Interest in signal peptides has for a long time been one of the
hot topics in bioinformatics. The importance of signal peptides
was emphasized in 1999 when Günter Blobel received the Nobel Prize in
physiology or medicine for his discovery "proteins have intrinsic
signal that govern their transport and localization in the cell".
He pointed out the importance of defined peptide motifs for
targeting proteins to their site of function.

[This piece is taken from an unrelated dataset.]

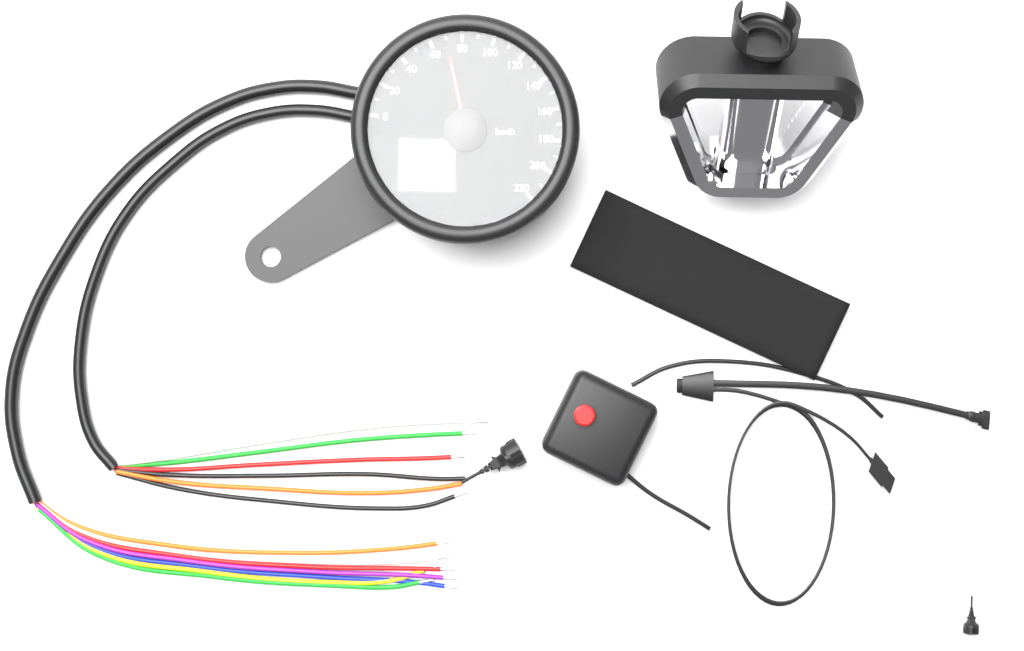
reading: 70 km/h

The press release can be read
here
For biological background of protein localization we refer to the following
pages.
Signal peptides
Signal anchors
Other secretory signals
A very important task in machine learning methods is to obtain a clean and accurate dataset for training
and testing. Bias and noise in the data set often lead to wrong predictions, which is undesirable.
Description of data sets
Dataset extraction
Dataset cleanup
Sequence logos
Length distributions
Characteristics of signal peptides
Download the training sets
With the current growth of sequence databases and speed of genome sequencing,
accurate prediction methods have become increasingly important.
For SignalP we have focused on neural networks as well as Hidden Markov Models.
Neural Networks
Hidden Markov Models
Any machine learning approach must be evaluated to test the predictive performance on unknown sequences.
Performance of the current prediction method
Five fold crossvalidation
Independent test set by Menne
Signal anchor prediction
The information on these pages are partly generated by the initial creator of SignalP, Henrik Nielsen. The information provided have been updated with new knowledge, but most of the biological background text emerges from Henriks work.